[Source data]
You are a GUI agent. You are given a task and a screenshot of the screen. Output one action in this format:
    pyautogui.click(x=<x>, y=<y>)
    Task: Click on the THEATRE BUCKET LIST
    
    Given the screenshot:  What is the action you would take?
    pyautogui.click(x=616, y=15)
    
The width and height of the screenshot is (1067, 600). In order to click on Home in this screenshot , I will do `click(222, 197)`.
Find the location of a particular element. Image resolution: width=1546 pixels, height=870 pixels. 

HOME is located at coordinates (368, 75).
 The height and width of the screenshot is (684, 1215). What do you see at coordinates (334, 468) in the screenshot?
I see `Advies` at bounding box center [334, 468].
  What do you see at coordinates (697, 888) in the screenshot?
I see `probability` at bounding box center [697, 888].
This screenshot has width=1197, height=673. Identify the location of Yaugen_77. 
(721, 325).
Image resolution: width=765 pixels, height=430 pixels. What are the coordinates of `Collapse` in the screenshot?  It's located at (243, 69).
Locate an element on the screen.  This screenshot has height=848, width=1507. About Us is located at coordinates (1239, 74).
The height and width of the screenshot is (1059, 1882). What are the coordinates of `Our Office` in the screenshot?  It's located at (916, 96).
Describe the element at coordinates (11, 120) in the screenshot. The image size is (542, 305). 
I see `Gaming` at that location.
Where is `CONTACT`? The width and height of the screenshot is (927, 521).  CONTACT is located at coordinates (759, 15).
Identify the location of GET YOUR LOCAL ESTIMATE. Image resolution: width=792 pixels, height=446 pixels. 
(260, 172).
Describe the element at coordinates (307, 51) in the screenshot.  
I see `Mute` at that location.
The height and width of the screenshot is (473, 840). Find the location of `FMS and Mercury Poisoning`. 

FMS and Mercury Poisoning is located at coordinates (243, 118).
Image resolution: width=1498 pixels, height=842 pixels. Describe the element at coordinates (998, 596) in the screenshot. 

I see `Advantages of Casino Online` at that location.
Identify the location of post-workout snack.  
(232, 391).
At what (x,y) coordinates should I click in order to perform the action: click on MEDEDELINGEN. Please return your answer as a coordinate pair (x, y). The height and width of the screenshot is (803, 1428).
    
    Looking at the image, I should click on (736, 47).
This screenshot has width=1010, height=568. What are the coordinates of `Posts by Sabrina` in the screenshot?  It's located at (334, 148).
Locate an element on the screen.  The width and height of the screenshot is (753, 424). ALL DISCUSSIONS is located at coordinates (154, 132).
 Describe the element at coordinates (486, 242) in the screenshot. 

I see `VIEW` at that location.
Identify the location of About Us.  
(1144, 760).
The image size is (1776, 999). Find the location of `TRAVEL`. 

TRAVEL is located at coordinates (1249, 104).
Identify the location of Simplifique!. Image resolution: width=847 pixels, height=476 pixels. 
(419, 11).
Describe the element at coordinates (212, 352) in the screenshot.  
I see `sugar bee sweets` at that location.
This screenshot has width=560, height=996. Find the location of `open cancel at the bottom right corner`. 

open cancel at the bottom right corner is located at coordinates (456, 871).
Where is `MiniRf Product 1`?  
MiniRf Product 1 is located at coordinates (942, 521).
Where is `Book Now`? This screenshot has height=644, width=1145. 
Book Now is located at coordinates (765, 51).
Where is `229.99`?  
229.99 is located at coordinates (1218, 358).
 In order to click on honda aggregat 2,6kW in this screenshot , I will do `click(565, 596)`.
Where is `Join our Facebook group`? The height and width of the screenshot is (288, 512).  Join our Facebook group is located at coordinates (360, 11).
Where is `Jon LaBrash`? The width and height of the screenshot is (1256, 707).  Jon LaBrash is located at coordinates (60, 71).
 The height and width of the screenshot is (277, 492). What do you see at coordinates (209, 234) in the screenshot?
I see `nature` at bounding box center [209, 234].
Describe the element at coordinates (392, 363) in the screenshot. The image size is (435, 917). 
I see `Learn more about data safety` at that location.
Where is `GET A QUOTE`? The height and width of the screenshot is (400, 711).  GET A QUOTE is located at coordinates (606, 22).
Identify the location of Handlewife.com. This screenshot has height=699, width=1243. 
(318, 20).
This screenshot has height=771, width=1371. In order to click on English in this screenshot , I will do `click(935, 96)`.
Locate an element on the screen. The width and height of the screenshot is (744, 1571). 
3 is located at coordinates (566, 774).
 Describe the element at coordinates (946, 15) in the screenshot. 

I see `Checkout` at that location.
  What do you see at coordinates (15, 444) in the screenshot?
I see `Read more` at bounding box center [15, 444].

- _What you should do_: Wherever the string "will" appears in a line above, copy that line.

- _Solution to the exercise_:
The width and height of the screenshot is (1067, 600). In order to click on Home in this screenshot , I will do `click(222, 197)`.
 In order to click on honda aggregat 2,6kW in this screenshot , I will do `click(565, 596)`.
This screenshot has height=771, width=1371. In order to click on English in this screenshot , I will do `click(935, 96)`.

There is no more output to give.